Pfizer's actually teamed up with my nonprofit organization, which is called Adaptive Action Sports. I cofounded this organization in 2005 to help people with physical disabilities get involved in action sports, go snowboarding, skateboarding.
After I lost my legs, all I wanted to do was snowboard again. I remember spending an entire year on the computer, looking for 'adaptive snowboarders' or 'snowboard legs' or 'adaptive snowboard schools' or just something that I could connect to. I already knew how to snowboard - I just needed to find the right legs.
I was on my death bed, and I remember hanging on to these words, 'Don't be scared. You are going to live an amazing life,' and I have.
My dad had given my sister and I our starter car, a red, old 1985 Chevy Blazer. It was so beat up, the taillights would fall off, and we would use red duct tape.
It's when I compare myself to what other people are able to do that I run into trouble. It is a bummer. I just constantly try to put things into perspective.
I grew up born and raised in Las Vegas and actually grew up skiing. You know, we've got some ski resorts close to Las Vegas, up in Mount Charleston or Brian Head, so I grew up skiing and snowboarding.
When I turned 16 and got my license, the Chevy Blazer was passed down from my sister, so it was very much a starter car.
I was 19 years old, and I felt like I had the flu one day. Within 24 hours, I was in the hospital on life support, and I was given less than a 2 percent chance of living. It took five days for the doctors to find out that I had contracted bacterial meningitis.
I'm a big oatmeal fan. For my every-morning breakfast, I will do oatmeal with cinnamon, goat's milk or even butter, with apples and raisins, and then I'll maybe do some eggs, say two poached eggs with that.
I was in kidney failure. I ended up having a kidney transplant on my 21st birthday.
Dancing is about expressing yourself, and the more walls you let down, the better.
I am not an over-the-top kind of person.
The thing with prosthetic feet is you can't have all this crazy motion, or you'd be all over the place - because it's mechanical, and it's outside your body.
Just because I've got two prosthetic legs, yeah, I had to adapt in ways, but I've also become a lot stronger. It doesn't mean I'm at any disadvantage, really.
I have two prosthetic legs. This is my life; what am I going to do with it? And it's put me on this amazing journey. I can look back and be completely grateful and say I would never want to change anything.
I'm an athlete, yes, but I'm also a woman. I'm someone who kind of, in a way, lost touch with that part of myself after I lost my legs, because there are certain feminine traits you lose when you have prosthetic legs.
We all have challenges. You can let them be obstacles or roadblocks, or you can use them.
I'm so comfortable on my snowboard that I don't have to think about it very much; it's somewhat second nature.
In my dreams, whatever I am doing, I look down to see if I have prosthetics. It sets my time frame in my dream, I think. I'd have these dreams that I am running and launching myself, and I look down and see that I have prosthetics. I have a lot of those, where I do great, amazing things with my prosthetics.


→ **Aim of the task**: Records follow. Pull out every line that contains "boxes".

########################################

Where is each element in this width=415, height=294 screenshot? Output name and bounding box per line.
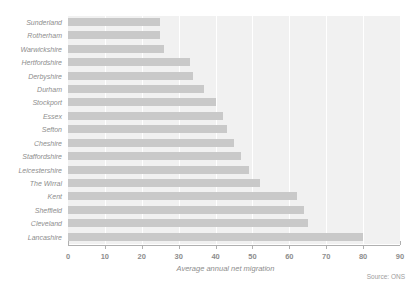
axis-tick-label: 90 bbox=[388, 252, 412, 261]
category-label: Derbyshire bbox=[28, 70, 62, 83]
bar-chart: SunderlandRotherhamWarwickshireHertfords… bbox=[0, 0, 415, 294]
bar-row bbox=[68, 123, 400, 136]
bar-row bbox=[68, 137, 400, 150]
bar bbox=[68, 72, 193, 80]
category-label: Kent bbox=[48, 190, 62, 203]
bar bbox=[68, 112, 223, 120]
bar bbox=[68, 219, 308, 227]
bar bbox=[68, 192, 297, 200]
axis-tick bbox=[252, 245, 253, 249]
axis-tick bbox=[400, 241, 401, 245]
axis-tick-label: 30 bbox=[167, 252, 191, 261]
bar-row bbox=[68, 204, 400, 217]
axis-tick-label: 50 bbox=[240, 252, 264, 261]
bar-row bbox=[68, 190, 400, 203]
category-label: Sefton bbox=[42, 123, 62, 136]
bar-row bbox=[68, 29, 400, 42]
bar-series bbox=[68, 16, 400, 244]
axis-tick bbox=[216, 245, 217, 249]
bar-row bbox=[68, 110, 400, 123]
bar-row bbox=[68, 217, 400, 230]
bar bbox=[68, 85, 204, 93]
bar bbox=[68, 233, 363, 241]
bar-row bbox=[68, 83, 400, 96]
category-label: Cheshire bbox=[34, 137, 62, 150]
axis-tick-label: 80 bbox=[351, 252, 375, 261]
axis-tick bbox=[179, 245, 180, 249]
category-label: The Wirral bbox=[30, 177, 62, 190]
category-label: Stockport bbox=[32, 96, 62, 109]
bar bbox=[68, 206, 304, 214]
axis-tick bbox=[68, 241, 69, 245]
axis-tick bbox=[105, 245, 106, 249]
source-note: Source: ONS bbox=[367, 273, 405, 280]
axis-tick-label: 20 bbox=[130, 252, 154, 261]
x-axis-line bbox=[68, 245, 400, 246]
category-label: Durham bbox=[37, 83, 62, 96]
bar bbox=[68, 125, 227, 133]
bar bbox=[68, 18, 160, 26]
category-label: Hertfordshire bbox=[22, 56, 62, 69]
category-axis-labels: SunderlandRotherhamWarwickshireHertfords… bbox=[0, 16, 66, 244]
axis-tick-label: 60 bbox=[277, 252, 301, 261]
category-label: Lancashire bbox=[28, 231, 62, 244]
x-axis-title: Average annual net migration bbox=[0, 264, 415, 273]
axis-tick bbox=[326, 245, 327, 249]
bar-row bbox=[68, 56, 400, 69]
axis-tick-label: 70 bbox=[314, 252, 338, 261]
bar-row bbox=[68, 177, 400, 190]
axis-tick-label: 0 bbox=[56, 252, 80, 261]
bar bbox=[68, 139, 234, 147]
bar-row bbox=[68, 16, 400, 29]
axis-tick-label: 10 bbox=[93, 252, 117, 261]
bar-row bbox=[68, 70, 400, 83]
bar bbox=[68, 152, 241, 160]
category-label: Sheffield bbox=[35, 204, 62, 217]
category-label: Staffordshire bbox=[22, 150, 62, 163]
bar bbox=[68, 31, 160, 39]
category-label: Sunderland bbox=[26, 16, 62, 29]
gridline bbox=[400, 16, 401, 244]
bar bbox=[68, 45, 164, 53]
category-label: Leicestershire bbox=[18, 164, 62, 177]
bar bbox=[68, 98, 216, 106]
axis-tick bbox=[363, 245, 364, 249]
category-label: Warwickshire bbox=[21, 43, 63, 56]
axis-tick-label: 40 bbox=[204, 252, 228, 261]
bar bbox=[68, 166, 249, 174]
bar-row bbox=[68, 43, 400, 56]
bar-row bbox=[68, 231, 400, 244]
bar-row bbox=[68, 150, 400, 163]
plot-area bbox=[68, 16, 400, 244]
bar bbox=[68, 179, 260, 187]
bar bbox=[68, 58, 190, 66]
category-label: Rotherham bbox=[27, 29, 62, 42]
axis-tick bbox=[289, 245, 290, 249]
bar-row bbox=[68, 164, 400, 177]
axis-tick bbox=[142, 245, 143, 249]
category-label: Essex bbox=[43, 110, 62, 123]
bar-row bbox=[68, 96, 400, 109]
category-label: Cleveland bbox=[31, 217, 62, 230]
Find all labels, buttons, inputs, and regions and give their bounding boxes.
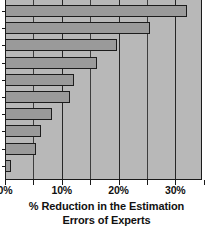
y-axis-tick (2, 80, 5, 81)
bar-row (5, 22, 202, 34)
bar (5, 91, 70, 103)
x-axis-tick-label: 0% (0, 184, 12, 196)
bar-row (5, 5, 202, 17)
x-axis-tick-labels: 0%10%20%30% (0, 184, 213, 198)
x-axis-tick-label: 10% (52, 184, 72, 196)
bar-row (5, 143, 202, 155)
caption-line-2: Errors of Experts (0, 213, 213, 227)
bar-row (5, 57, 202, 69)
y-axis-tick (2, 166, 5, 167)
caption-line-1: % Reduction in the Estimation (0, 199, 213, 213)
bar (5, 108, 52, 120)
bar-chart-figure: 0%10%20%30% % Reduction in the Estimatio… (0, 0, 213, 228)
y-axis-tick (2, 11, 5, 12)
x-axis-tick-label: 20% (108, 184, 128, 196)
bar-row (5, 39, 202, 51)
bar (5, 125, 41, 137)
y-axis-tick (2, 97, 5, 98)
y-axis-spine (5, 0, 6, 181)
plot-area (5, 0, 202, 180)
bar (5, 5, 187, 17)
y-axis-tick (2, 28, 5, 29)
bar (5, 143, 36, 155)
bar (5, 74, 74, 86)
x-axis-caption: % Reduction in the Estimation Errors of … (0, 199, 213, 227)
bar-row (5, 91, 202, 103)
bar-series (5, 0, 201, 179)
bar (5, 22, 150, 34)
bar-row (5, 108, 202, 120)
y-axis-tick (2, 149, 5, 150)
y-axis-tick (2, 131, 5, 132)
bar (5, 57, 97, 69)
y-axis-tick (2, 114, 5, 115)
bar-row (5, 125, 202, 137)
y-axis-tick (2, 45, 5, 46)
bar-row (5, 160, 202, 172)
x-axis-tick-label: 30% (165, 184, 185, 196)
bar (5, 39, 117, 51)
bar-row (5, 74, 202, 86)
y-axis-tick (2, 63, 5, 64)
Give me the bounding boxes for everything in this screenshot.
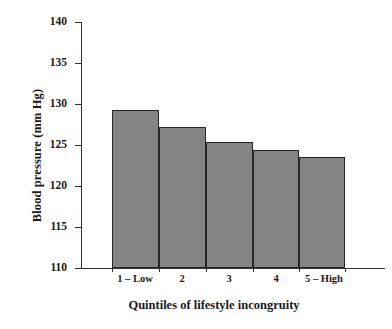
x-tick-label-5: 5 – High [305,274,343,285]
x-tick-label-2: 2 [179,274,184,285]
y-tick-label-115: 115 [50,221,67,233]
bar-quintile-2 [159,127,206,268]
y-tick-label-140: 140 [50,16,67,28]
plot-area: 140 135 130 125 120 115 110 [81,22,385,268]
bar-quintile-1 [112,110,159,268]
y-tick-label-135: 135 [50,57,67,69]
x-tick-label-4: 4 [273,274,278,285]
y-tick-label-120: 120 [50,180,67,192]
x-tick-mark-6 [345,268,346,272]
y-tick-120: 120 [75,186,81,187]
x-tick-mark-4 [253,268,254,272]
y-axis-line [81,22,82,269]
y-tick-label-130: 130 [50,98,67,110]
bar-quintile-4 [253,150,299,268]
x-tick-mark-5 [299,268,300,272]
y-axis-title: Blood pressure (mm Hg) [30,46,45,266]
y-tick-125: 125 [75,145,81,146]
y-tick-135: 135 [75,63,81,64]
x-tick-mark-3 [206,268,207,272]
y-tick-130: 130 [75,104,81,105]
x-tick-label-3: 3 [226,274,231,285]
y-tick-label-125: 125 [50,139,67,151]
y-tick-label-110: 110 [50,262,67,274]
x-tick-mark-1 [112,268,113,272]
x-tick-label-1: 1 – Low [117,274,153,285]
bar-quintile-5 [299,157,345,268]
y-tick-115: 115 [75,227,81,228]
y-tick-110: 110 [75,268,81,269]
x-tick-mark-2 [159,268,160,272]
bar-series [112,22,345,268]
x-axis-title: Quintiles of lifestyle incongruity [0,298,392,313]
bar-quintile-3 [206,142,253,268]
y-tick-140: 140 [75,22,81,23]
bar-chart-figure: Blood pressure (mm Hg) 140 135 130 125 1… [0,0,392,329]
x-axis-line [81,268,385,269]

########################################

→ **Task solution**:
Find all labels, buttons, inputs, and regions and give their bounding boxes.
Give me the bounding boxes for everything in this screenshot.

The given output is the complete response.